Wars of Revelation by Rebecca Lissner
Author:Rebecca Lissner [Lissner, Rebecca]
Language: eng
Format: epub
Publisher: Oxford University Press
Published: 2021-10-11T16:00:00+00:00
Prewar Assessment of U.S. National Power
Prior to the Gulf War, the Bush administration struggled to define the purpose of American power in a world that had moved beyond Cold War rivalries. In March 1989, Scowcroft wrote to the president, âYou will, in due course, need to lay out a vision of American power. . . . We need to establish the principle that American power is not simply a reaction to Soviet military capability.â47 The administration was anxious to avoid the mistake of postâWorld War II, as well as post-Vietnam, demobilization, not to mention postâWorld War I isolationism.48 The Europeanists on the NSC staff came up with the tagline âcommonwealth of free nations,â which appeared in a few presidential speeches.49 Others in the White House had thrown around the idea of âsustainment,â but the Pentagon objectedâperhaps âassuranceâ or âpreserving a framework for peaceâ would be better, senior defense official Scooter Libby suggested.
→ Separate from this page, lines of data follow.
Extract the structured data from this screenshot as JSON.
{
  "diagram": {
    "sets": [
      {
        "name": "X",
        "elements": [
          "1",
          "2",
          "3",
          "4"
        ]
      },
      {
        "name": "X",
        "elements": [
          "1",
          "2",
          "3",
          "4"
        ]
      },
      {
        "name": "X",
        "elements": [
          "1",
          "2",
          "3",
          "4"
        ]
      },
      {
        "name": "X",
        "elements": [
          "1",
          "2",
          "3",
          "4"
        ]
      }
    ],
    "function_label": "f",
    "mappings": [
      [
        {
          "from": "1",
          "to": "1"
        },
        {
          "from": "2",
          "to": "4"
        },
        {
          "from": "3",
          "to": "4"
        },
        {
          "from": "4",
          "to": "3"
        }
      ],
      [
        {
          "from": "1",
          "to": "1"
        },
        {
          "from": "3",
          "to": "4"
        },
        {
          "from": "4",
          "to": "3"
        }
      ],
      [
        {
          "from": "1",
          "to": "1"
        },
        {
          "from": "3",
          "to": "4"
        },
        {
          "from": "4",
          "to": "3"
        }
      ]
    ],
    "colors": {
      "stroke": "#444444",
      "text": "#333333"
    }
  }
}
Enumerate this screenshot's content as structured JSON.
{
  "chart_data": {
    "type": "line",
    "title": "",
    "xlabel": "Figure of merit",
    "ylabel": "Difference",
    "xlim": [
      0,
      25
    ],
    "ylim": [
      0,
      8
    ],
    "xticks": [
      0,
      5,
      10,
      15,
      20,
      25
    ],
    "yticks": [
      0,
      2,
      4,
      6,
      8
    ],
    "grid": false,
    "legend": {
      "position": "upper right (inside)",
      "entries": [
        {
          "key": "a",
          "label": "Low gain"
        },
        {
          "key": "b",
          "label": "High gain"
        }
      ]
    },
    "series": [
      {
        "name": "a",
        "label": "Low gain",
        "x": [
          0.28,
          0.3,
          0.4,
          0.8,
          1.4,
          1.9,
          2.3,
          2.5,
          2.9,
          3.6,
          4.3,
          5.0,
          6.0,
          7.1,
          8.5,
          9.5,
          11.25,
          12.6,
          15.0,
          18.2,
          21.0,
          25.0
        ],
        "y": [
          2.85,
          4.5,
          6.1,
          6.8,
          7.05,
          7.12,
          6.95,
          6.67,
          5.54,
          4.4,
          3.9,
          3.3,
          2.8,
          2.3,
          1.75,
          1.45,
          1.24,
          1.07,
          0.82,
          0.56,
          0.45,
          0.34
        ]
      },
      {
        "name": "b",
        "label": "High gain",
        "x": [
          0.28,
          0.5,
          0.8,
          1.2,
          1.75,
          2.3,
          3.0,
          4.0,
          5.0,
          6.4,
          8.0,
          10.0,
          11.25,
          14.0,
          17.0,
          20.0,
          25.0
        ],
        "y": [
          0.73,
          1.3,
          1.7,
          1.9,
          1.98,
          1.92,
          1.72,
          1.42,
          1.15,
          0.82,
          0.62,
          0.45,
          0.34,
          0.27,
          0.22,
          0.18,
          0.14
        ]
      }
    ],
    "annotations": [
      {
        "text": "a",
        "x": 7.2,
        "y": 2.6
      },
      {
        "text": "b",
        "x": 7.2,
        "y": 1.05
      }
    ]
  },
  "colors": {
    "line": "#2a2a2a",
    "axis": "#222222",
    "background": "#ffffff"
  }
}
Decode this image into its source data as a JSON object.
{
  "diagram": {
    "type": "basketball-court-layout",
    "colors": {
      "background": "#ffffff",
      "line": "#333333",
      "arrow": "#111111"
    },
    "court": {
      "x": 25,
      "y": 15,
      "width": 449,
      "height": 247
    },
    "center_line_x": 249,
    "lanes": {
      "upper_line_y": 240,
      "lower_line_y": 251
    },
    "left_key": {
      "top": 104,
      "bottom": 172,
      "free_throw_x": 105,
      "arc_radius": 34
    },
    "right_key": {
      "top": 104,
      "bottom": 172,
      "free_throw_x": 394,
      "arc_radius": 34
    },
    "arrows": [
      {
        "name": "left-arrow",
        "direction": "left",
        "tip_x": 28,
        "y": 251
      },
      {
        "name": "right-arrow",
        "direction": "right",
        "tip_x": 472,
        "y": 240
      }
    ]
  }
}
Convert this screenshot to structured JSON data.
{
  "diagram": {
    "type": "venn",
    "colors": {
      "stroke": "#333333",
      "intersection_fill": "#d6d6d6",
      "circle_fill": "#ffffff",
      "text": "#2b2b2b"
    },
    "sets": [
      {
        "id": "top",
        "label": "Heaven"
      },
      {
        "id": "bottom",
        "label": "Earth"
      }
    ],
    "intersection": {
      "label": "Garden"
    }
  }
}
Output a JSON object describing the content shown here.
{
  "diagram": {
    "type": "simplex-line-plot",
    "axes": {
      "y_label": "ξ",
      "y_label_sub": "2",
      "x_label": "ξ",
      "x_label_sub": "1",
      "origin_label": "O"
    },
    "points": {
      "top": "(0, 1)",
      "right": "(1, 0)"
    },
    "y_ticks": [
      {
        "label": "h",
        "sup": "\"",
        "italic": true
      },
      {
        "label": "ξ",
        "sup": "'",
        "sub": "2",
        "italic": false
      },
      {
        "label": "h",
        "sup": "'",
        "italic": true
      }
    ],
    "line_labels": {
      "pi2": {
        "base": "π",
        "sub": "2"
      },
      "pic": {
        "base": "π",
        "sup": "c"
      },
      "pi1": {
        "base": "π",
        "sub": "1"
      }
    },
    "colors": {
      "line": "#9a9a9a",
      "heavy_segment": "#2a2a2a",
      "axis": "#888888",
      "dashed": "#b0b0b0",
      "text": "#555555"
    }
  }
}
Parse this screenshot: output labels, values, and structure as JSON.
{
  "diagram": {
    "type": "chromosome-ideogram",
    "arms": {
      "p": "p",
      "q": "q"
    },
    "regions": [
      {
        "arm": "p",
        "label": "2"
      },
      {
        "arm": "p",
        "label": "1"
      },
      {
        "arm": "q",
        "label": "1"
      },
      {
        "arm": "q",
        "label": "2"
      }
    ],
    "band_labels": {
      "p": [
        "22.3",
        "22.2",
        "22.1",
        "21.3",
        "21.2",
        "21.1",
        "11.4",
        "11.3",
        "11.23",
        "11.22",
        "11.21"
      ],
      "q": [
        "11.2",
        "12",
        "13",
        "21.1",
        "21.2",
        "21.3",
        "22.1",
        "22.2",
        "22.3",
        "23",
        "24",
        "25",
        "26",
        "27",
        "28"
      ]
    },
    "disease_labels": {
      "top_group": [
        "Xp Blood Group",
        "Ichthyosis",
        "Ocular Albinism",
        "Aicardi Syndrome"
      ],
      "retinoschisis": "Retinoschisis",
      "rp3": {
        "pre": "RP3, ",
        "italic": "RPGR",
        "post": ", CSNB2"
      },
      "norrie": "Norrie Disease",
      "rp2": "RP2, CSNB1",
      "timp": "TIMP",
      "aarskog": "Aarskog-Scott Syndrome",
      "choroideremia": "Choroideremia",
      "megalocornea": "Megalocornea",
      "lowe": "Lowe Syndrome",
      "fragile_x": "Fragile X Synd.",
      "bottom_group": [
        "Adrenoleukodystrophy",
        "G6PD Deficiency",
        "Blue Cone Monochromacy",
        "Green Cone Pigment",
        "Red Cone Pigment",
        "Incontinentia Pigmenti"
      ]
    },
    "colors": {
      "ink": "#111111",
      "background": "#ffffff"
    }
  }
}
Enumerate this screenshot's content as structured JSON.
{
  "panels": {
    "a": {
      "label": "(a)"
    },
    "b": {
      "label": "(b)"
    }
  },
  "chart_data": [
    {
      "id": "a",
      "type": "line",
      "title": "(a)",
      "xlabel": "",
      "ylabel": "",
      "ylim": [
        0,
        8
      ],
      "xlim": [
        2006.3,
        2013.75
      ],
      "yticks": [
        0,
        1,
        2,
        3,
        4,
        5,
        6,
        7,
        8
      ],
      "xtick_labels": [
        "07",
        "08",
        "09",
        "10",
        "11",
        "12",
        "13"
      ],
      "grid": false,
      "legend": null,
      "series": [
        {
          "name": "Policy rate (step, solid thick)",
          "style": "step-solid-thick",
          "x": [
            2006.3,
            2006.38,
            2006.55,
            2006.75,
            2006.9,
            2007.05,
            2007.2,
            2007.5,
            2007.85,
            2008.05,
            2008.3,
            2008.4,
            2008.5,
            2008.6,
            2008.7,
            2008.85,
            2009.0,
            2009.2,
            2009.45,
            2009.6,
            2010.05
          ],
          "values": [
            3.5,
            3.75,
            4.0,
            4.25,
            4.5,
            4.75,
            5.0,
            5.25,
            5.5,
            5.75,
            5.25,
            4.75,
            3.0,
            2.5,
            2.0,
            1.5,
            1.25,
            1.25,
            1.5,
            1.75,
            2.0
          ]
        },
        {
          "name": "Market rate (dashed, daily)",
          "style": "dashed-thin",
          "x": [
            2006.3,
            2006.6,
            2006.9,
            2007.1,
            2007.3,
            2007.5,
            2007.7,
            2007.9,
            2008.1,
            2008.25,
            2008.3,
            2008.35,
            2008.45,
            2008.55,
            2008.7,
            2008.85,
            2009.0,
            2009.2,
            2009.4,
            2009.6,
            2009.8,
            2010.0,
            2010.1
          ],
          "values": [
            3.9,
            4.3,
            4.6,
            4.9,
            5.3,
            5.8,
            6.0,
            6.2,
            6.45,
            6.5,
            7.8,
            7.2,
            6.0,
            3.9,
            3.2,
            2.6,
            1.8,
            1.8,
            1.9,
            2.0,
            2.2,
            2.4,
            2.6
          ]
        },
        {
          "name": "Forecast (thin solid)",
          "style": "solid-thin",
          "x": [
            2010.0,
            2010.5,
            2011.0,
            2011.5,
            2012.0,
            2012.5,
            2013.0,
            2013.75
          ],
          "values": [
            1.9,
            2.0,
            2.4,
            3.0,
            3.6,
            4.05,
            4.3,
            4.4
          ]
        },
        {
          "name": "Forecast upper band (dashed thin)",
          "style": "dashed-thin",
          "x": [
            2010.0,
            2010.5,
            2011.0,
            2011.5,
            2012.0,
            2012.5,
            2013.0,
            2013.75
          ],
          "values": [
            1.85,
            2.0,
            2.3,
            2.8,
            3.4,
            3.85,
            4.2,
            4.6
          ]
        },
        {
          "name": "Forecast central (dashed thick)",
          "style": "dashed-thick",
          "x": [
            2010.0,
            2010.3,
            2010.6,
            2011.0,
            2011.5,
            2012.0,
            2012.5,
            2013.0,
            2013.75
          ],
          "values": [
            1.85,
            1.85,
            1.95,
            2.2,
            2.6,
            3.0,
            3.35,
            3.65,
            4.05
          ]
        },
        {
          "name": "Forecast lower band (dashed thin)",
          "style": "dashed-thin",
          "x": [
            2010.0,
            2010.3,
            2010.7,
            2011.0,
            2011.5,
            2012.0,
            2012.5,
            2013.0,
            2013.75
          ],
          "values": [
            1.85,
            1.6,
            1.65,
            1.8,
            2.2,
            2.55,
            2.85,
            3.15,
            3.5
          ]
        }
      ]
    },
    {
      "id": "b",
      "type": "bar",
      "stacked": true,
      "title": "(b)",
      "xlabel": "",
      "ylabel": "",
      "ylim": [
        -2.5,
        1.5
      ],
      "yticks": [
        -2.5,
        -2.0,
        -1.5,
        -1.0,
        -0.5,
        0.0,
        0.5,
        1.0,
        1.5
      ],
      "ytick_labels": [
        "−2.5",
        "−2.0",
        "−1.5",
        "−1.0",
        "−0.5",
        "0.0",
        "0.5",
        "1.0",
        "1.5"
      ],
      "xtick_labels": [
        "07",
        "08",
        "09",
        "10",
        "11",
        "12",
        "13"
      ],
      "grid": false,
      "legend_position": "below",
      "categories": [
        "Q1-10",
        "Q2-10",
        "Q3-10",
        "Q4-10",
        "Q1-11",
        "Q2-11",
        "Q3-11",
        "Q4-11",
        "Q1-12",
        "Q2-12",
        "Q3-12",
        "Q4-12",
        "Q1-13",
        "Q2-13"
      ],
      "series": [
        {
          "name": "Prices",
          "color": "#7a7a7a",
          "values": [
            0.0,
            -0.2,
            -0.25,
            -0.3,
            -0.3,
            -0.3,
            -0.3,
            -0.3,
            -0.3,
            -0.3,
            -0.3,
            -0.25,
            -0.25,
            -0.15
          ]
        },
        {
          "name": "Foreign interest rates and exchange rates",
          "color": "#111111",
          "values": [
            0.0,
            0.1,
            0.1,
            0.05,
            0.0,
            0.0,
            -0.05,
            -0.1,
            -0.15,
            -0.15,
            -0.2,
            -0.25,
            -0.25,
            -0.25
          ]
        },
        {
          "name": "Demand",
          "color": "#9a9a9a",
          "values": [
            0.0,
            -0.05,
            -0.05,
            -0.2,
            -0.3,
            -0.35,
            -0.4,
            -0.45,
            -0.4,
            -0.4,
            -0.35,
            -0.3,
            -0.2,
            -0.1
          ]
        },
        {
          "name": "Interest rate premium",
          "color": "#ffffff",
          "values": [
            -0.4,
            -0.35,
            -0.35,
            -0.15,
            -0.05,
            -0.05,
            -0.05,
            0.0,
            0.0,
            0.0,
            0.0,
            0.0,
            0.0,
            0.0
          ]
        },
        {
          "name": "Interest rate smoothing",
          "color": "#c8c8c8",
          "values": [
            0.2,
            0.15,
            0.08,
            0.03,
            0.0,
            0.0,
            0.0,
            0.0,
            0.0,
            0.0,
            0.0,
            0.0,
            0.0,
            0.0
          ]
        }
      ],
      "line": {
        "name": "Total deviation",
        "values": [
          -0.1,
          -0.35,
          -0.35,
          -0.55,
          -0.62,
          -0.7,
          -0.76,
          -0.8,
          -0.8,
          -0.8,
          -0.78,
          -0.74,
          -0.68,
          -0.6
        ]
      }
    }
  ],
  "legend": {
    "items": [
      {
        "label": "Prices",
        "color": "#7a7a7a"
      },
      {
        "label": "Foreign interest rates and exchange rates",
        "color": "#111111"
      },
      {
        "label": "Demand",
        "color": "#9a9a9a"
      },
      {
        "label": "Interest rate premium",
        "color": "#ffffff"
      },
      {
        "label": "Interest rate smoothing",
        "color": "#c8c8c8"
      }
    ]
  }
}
Acknowledging the inadequacy of these suggestions, he conceded: âReplacing âcontainmentâ is in the end a very difficult task.â50 The terminological muddle gestures at a deeper conceptual confusion that plagued the Bush administration during this period. After decades of seeking the downfall of the Evil Empire, it was not clear for what else U.S. power could or should be used.
Moreover, in 1989 and 1990, it appeared that the United States would operate within a system that was at least somewhat multipolar. Moscow was clearly diminishing, but American allies seemed on the ascendance, placing a premium on cooperative diplomacy and economic exchange. Europe was a ârising economic superpower,â51 a reunified Germany would only grow in economic and political heft, Japan seemed to be re-emerging as a great power, and âAsian Tigerâ economies were rising.52 It appeared the global balance of power was âshifting . . . among industrial democracies.â53 The Bush administration proclaimed that âthe rise of other centers of power in the free world is . . . welcomeâ and called on allies and friends to assume a greater share of global leadership.
Stability and balance were paramount in such a world.54 The 1990 NSS prescribed a grand strategy intended to âpreserve the international equilibrium.â55 President Bush, when asked to identify NATOâs greatest post-Soviet adversary, responded: âThe enemy is unpredictability. The enemy is instability.â56 Even at a regional level, strategic ends rested on the maintenance of âstable regional military balances.â57 Former national security advisor Zbigniew Brzezinski identified the contours of this nascent grand strategic outlook in a June 1989 Washington Post piece: â[The Bush Administration is pursuing a] grand strategy that would shape a more cooperative world order in which America remains the essential balancer and key source of stability.â58 Washington could not yet imagine a unipolar international system that derived its stability from the very absence of a power balance.59 Instead, the future order envisioned by this grand strategy was a multipolar one, at least economically and diplomatically.60
This vision of multipolarity rested on the notion that it was economic and diplomatic power, rather than military power, that would matter most in this emerging global order.